On this land I’ve seen bear tracks quite a few times, including the biggest black bear track I’ve ever seen, and once lost deep in the woods I saw the place where this bear probably sleeps, in a hollow beneath a big downed redwood: The grass was flattened, and there were brownish-black hairs caught on nearby branches. Another time I left a big pile of apples out for the bears, and was rewarded in the same spot a few days later with an almost equally big pile of bear shit, apple skins, and other chunks clearly visible in the scat. I’ve seen the big bear once, ambling down the trail, away from me. My mom has seen it, too, in so doing solving a bit of a mystery at her house. Each night the dogs’ food would be gone, even if the dogs were at my place. She figured opossums were eating it.

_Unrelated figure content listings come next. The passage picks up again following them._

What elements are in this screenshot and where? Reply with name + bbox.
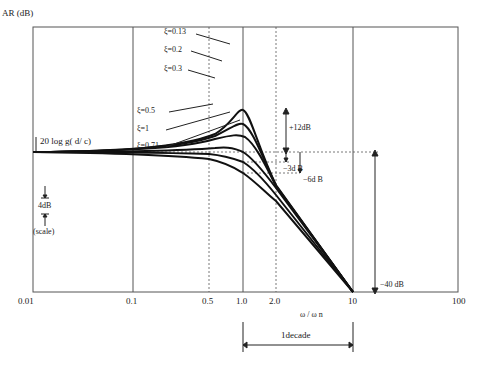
damping-label: ξ=0.5 <box>137 107 155 115</box>
damping-label: ξ=0.71 <box>137 142 159 150</box>
damping-label: ξ=0.3 <box>164 65 182 73</box>
x-tick: 0.5 <box>202 297 213 306</box>
x-tick: 2.0 <box>269 297 280 306</box>
x-tick: 1.0 <box>236 297 247 306</box>
minus6-annotation: −6d B <box>303 176 323 184</box>
curve-xi-0.71 <box>33 152 353 292</box>
gain-label: 20 log g( d/ c) <box>40 137 91 146</box>
x-tick: 0.01 <box>18 297 34 306</box>
minus40-annotation: −40 dB <box>380 281 404 289</box>
damping-label: ξ=0.13 <box>164 28 186 36</box>
peak-annotation: +12dB <box>289 124 311 132</box>
curve-xi-0.5 <box>33 147 353 292</box>
plot-frame <box>33 27 458 292</box>
curve-xi-1 <box>33 152 353 292</box>
damping-label: ξ=0.2 <box>164 46 182 54</box>
minus3-annotation: −3d B <box>283 165 303 173</box>
x-axis-label: ω / ω n <box>300 311 323 319</box>
y-axis-title: AR (dB) <box>2 9 33 18</box>
reference-lines <box>33 152 378 173</box>
scale-caption: (scale) <box>33 228 54 236</box>
scale-value: 4dB <box>38 202 51 210</box>
decade-label: 1decade <box>281 331 310 340</box>
minus3-arrow <box>284 152 288 162</box>
damping-label: ξ=1 <box>137 125 149 133</box>
x-tick: 0.1 <box>126 297 137 306</box>
minus40-arrow <box>372 150 378 294</box>
x-tick: 100 <box>452 297 466 306</box>
bode-plot <box>0 0 480 376</box>
x-tick: 10 <box>348 297 357 306</box>
curve-xi-0.3 <box>33 135 353 292</box>
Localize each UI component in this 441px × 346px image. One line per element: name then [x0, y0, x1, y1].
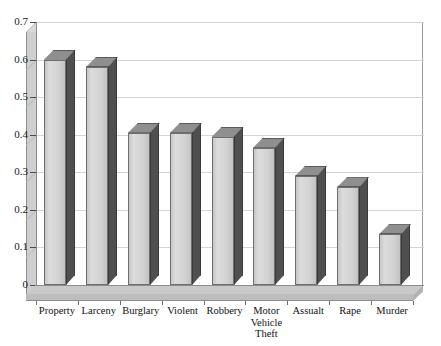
bar-side-face — [359, 177, 368, 285]
x-axis-label-line: Murder — [367, 305, 417, 317]
bar — [295, 166, 327, 285]
bar-front-face — [44, 60, 66, 285]
bar-front-face — [379, 234, 401, 285]
bar-side-face — [192, 123, 201, 285]
gridline — [36, 22, 424, 23]
bar-side-face — [401, 224, 410, 285]
y-axis-tick-label: 0.5 — [0, 91, 28, 102]
x-axis-line — [36, 285, 424, 286]
bar-front-face — [86, 67, 108, 285]
bar — [379, 224, 411, 285]
bar-chart: 0.70.60.50.40.30.20.10 PropertyLarcenyBu… — [0, 0, 441, 346]
bar-front-face — [212, 137, 234, 285]
bar-front-face — [295, 176, 317, 285]
bar — [170, 123, 202, 285]
bar-side-face — [108, 57, 117, 285]
y-axis-tick-label: 0.6 — [0, 54, 28, 65]
x-axis-label-line: Vehicle — [241, 317, 291, 329]
x-axis-label-line: Theft — [241, 328, 291, 340]
bar-side-face — [275, 138, 284, 285]
bar-front-face — [128, 133, 150, 285]
x-tick-mark — [413, 301, 414, 305]
bar-front-face — [253, 148, 275, 285]
bar-front-face — [337, 187, 359, 285]
y-axis-tick-label: 0.4 — [0, 129, 28, 140]
chart-floor-front — [26, 294, 413, 301]
bar — [253, 138, 285, 285]
bar-side-face — [66, 50, 75, 285]
bar — [44, 50, 76, 285]
y-axis-tick-label: 0.1 — [0, 241, 28, 252]
bar-side-face — [234, 127, 243, 285]
x-axis-label: Murder — [367, 305, 417, 317]
y-axis-tick-label: 0.2 — [0, 204, 28, 215]
y-axis-tick-label: 0 — [0, 279, 28, 290]
bar — [86, 57, 118, 285]
y-axis-tick-label: 0.3 — [0, 166, 28, 177]
bar — [337, 177, 369, 285]
y-axis-line — [36, 22, 37, 286]
bar-side-face — [317, 166, 326, 285]
bar-side-face — [150, 123, 159, 285]
y-axis-tick-label: 0.7 — [0, 16, 28, 27]
bar — [128, 123, 160, 285]
bar — [212, 127, 244, 285]
bar-front-face — [170, 133, 192, 285]
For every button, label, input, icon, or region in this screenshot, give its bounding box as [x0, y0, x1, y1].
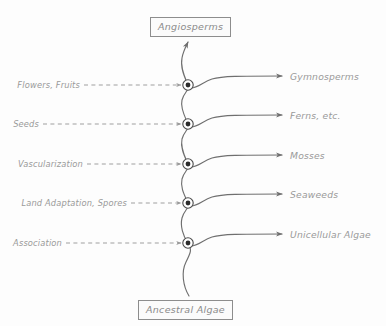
node-markers [183, 80, 193, 248]
apex-node-angiosperms[interactable]: Angiosperms [150, 17, 231, 37]
node-marker-4[interactable] [183, 198, 193, 208]
lineage-label-mosses[interactable]: Mosses [290, 150, 325, 161]
root-node-ancestral-algae[interactable]: Ancestral Algae [138, 300, 233, 320]
trait-label-land-adaptation-spores: Land Adaptation, Spores [21, 198, 127, 208]
trait-label-vascularization: Vascularization [18, 159, 83, 169]
lineage-label-gymnosperms[interactable]: Gymnosperms [290, 71, 359, 82]
trait-label-flowers-fruits: Flowers, Fruits [17, 80, 80, 90]
branch-seaweeds [191, 194, 282, 206]
branch-path-1 [191, 76, 282, 88]
trait-label-seeds: Seeds [13, 119, 39, 129]
lineage-label-unicellular-algae[interactable]: Unicellular Algae [290, 229, 371, 240]
branch-mosses [191, 155, 282, 167]
node-marker-2[interactable] [183, 119, 193, 129]
branch-ferns [191, 115, 282, 127]
branch-path-5 [191, 234, 282, 246]
lineage-label-ferns[interactable]: Ferns, etc. [290, 110, 341, 121]
diagram-canvas: Angiosperms Ancestral Algae Flowers, Fru… [0, 0, 386, 326]
node-marker-3[interactable] [183, 159, 193, 169]
lineage-label-seaweeds[interactable]: Seaweeds [290, 189, 338, 200]
node-marker-1[interactable] [183, 80, 193, 90]
trait-label-association: Association [13, 238, 62, 248]
node-marker-5[interactable] [183, 238, 193, 248]
branch-path-3 [191, 155, 282, 167]
branch-gymnosperms [191, 76, 282, 88]
branch-path-2 [191, 115, 282, 127]
branch-unicellular-algae [191, 234, 282, 246]
branch-path-4 [191, 194, 282, 206]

But the first night she brought the food inside, she heard a noise on the porch, and when she went to investigate found herself nose-to-nose with the bear. Then another night she accidentally left her garage door open; the bear carried a garbage can of dog food into the driveway, dumped it, and feasted. Last week I got home from a tour to see my sliding glass door, normally open a foot or so to allow cats easy egress, wide open, and a bag of dog food outside. I knew immediately what had happened, and was thankful the bear hadn’t made a mess. I much prefer dealing with polite and even meticulous bears over the messier ones.

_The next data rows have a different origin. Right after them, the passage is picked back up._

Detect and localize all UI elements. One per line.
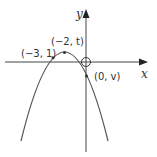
vertex-label: (−2, t) <box>51 36 84 47</box>
y-axis-arrow-icon <box>83 9 90 18</box>
vertex-point <box>63 51 66 54</box>
x-axis-arrow-icon <box>139 59 148 66</box>
y-axis-label: y <box>75 7 83 21</box>
point-label-minus3-1: (−3, 1) <box>21 48 56 59</box>
y-intercept-point <box>85 75 88 78</box>
parabola-diagram: (−3, 1) (−2, t) (0, v) x y <box>0 0 157 157</box>
x-axis-label: x <box>141 67 148 81</box>
y-intercept-label: (0, v) <box>94 71 121 82</box>
diagram-canvas: (−3, 1) (−2, t) (0, v) x y <box>0 0 157 157</box>
parabola-curve <box>21 52 108 141</box>
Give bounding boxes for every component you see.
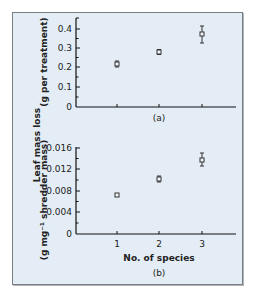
b-tick-0: 0 [66, 229, 72, 239]
a-tick-2: 0.2 [58, 62, 72, 72]
caption-a: (a) [153, 113, 166, 123]
a-tick-3: 0.3 [58, 43, 72, 53]
caption-b: (b) [153, 268, 166, 278]
x-tick-2: 2 [156, 239, 162, 249]
x-tick-3: 3 [199, 239, 205, 249]
x-axis-label: No. of species [123, 253, 194, 263]
panel-a-y-label: (g per treatment) [39, 17, 49, 106]
b-tick-1: 0.004 [46, 207, 72, 217]
chart-svg: Leaf mass loss (g per treatment) 0 0.1 0… [0, 0, 256, 292]
b-point-2 [157, 177, 161, 181]
a-tick-4: 0.4 [58, 24, 73, 34]
x-tick-1: 1 [114, 239, 120, 249]
a-tick-0: 0 [66, 102, 72, 112]
a-point-2 [157, 50, 161, 54]
panel-b: (g mg⁻¹ shredder mass) 0 0.004 0.008 0.0… [39, 140, 236, 278]
b-tick-2: 0.008 [46, 186, 72, 196]
b-point-3 [200, 158, 204, 162]
a-tick-1: 0.1 [58, 82, 72, 92]
panel-b-y-label: (g mg⁻¹ shredder mass) [39, 140, 49, 260]
b-point-1 [115, 193, 119, 197]
a-point-3 [200, 32, 204, 36]
panel-a: (g per treatment) 0 0.1 0.2 0.3 0.4 (a) [39, 17, 236, 123]
b-tick-4: 0.016 [46, 143, 72, 153]
a-point-1 [115, 62, 119, 66]
b-tick-3: 0.012 [46, 164, 72, 174]
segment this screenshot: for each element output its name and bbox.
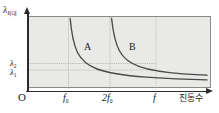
f0-subscript: 0 — [66, 98, 69, 104]
x-axis — [26, 91, 208, 93]
y-axis-label: λ최대 — [3, 6, 17, 16]
x-axis-arrow-icon — [206, 88, 213, 94]
plot-area — [27, 16, 211, 88]
x-tick-label-f: f — [153, 93, 156, 103]
curve-label-a: A — [84, 42, 91, 52]
x-tick-label-2f0: 2f0 — [102, 93, 113, 105]
curve-label-b: B — [129, 42, 136, 52]
physics-wavelength-frequency-chart: λ최대 λ2 λ1 O f0 2f0 f 진동수 A B — [0, 0, 219, 113]
y-tick-label-lambda1: λ1 — [10, 68, 16, 79]
lambda1-subscript: 1 — [14, 72, 17, 78]
y-axis — [27, 13, 29, 92]
two-f0-subscript: 0 — [110, 98, 113, 104]
y-axis-arrow-icon — [24, 7, 30, 14]
x-axis-label: 진동수 — [179, 94, 203, 103]
two-f0-symbol: 2f — [102, 92, 110, 103]
x-tick-label-f0: f0 — [63, 93, 69, 105]
y-axis-label-subscript: 최대 — [7, 10, 17, 16]
origin-label: O — [18, 92, 26, 103]
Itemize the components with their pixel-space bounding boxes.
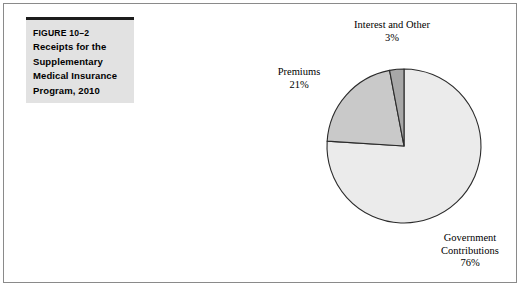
pie-label-government-contributions: Government Contributions 76% (427, 232, 513, 270)
pie-label-government-percent: 76% (427, 257, 513, 270)
pie-label-government-name-line1: Government (444, 232, 497, 243)
figure-title-line-4: Program, 2010 (33, 84, 133, 98)
pie-label-premiums-name: Premiums (278, 66, 321, 77)
pie-label-premiums: Premiums 21% (265, 66, 333, 91)
figure-title-line-3: Medical Insurance (33, 69, 133, 83)
pie-label-interest-name: Interest and Other (354, 19, 430, 30)
pie-label-interest-and-other: Interest and Other 3% (347, 19, 437, 44)
figure-title-line-1: Receipts for the (33, 40, 133, 54)
figure-number-label: FIGURE 10–2 (33, 26, 133, 40)
figure-container: FIGURE 10–2 Receipts for the Supplementa… (0, 0, 523, 295)
pie-label-premiums-percent: 21% (265, 79, 333, 92)
pie-label-interest-percent: 3% (347, 32, 437, 45)
figure-title-block: FIGURE 10–2 Receipts for the Supplementa… (26, 17, 134, 103)
title-text-wrapper: FIGURE 10–2 Receipts for the Supplementa… (33, 26, 133, 98)
figure-title-line-2: Supplementary (33, 55, 133, 69)
title-top-rule (26, 17, 134, 20)
pie-label-government-name-line2: Contributions (427, 245, 513, 258)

The point is that no matter how many times I’ve seen bears, each time I encounter one anew it continues to be a gift and a joy, even when the bear causes me damage, as when I used to be a beekeeper and bears got to the bees. This meeting was no exception. I walked the dogs back to my mom’s and put them in her garage, so they wouldn’t scare the bear. Then I returned. I shined the light up in the branches but didn’t see it. Moving the flashlight down the trunk, I saw the bear at the base, just a few feet, actually, from where I had walked. I looked at it. It was cinnamon. It looked back at me, though I’m not sure what it could see behind the beam. I thanked it for its politeness, and apologized for the dogs scaring it. I told it I would be glad to bring it some food, somewhere away from the house. It just stared at me. I stared at it. Then it started chuffing. I like bears, but I’m also fully aware that this bear, young as it is, still outweighs me, and has bigger teeth and claws than I. I’m also fully aware that I do not know its language: I don’t know what the chuffing means. I decided to go inside. There, I read, in a book on bears, “If you hear one chuffing, Watch out! It means the bear is angry, or surly,” or maybe, I thought, just sick of hearing first dogs and then a human yammering at it.

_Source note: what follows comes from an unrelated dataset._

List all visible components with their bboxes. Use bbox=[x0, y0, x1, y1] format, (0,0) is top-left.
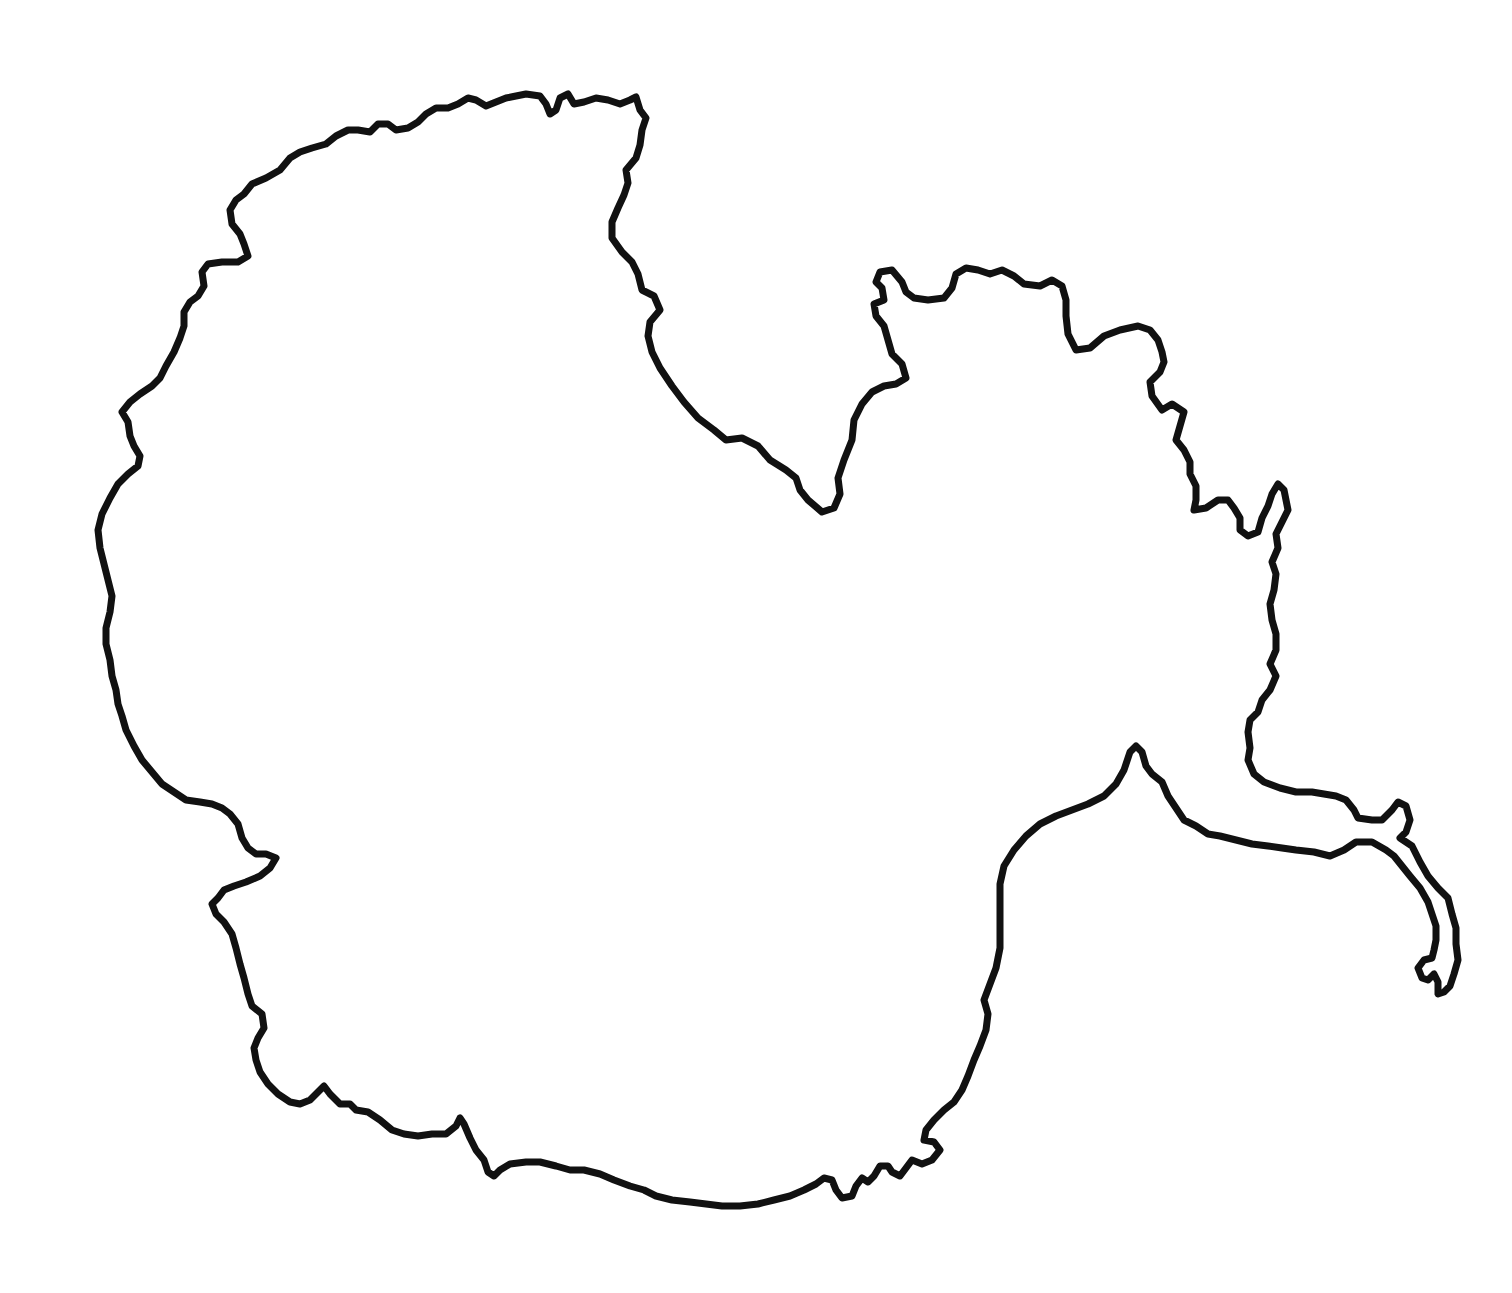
coastline-path bbox=[98, 94, 1458, 1206]
continent-outline-map bbox=[0, 0, 1512, 1293]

Here’s the real point: I loved this encounter with a wild bear, with another being, with thisparticular bear in thisparticular tree on thisparticular night, but I could not keep myself from remembering—almost instantly, when I first saw the bear—something that happened when I lived in northeastern Nevada some fifteen years ago. There had been no bears in Elko County for decades, maybe a half-century. One wandered in from Idaho. It got scared and ran up a tree. You can probably guess what happened next. A rancher shot it. I don’t know if another bear has wandered in. I would not blame them for avoiding the region.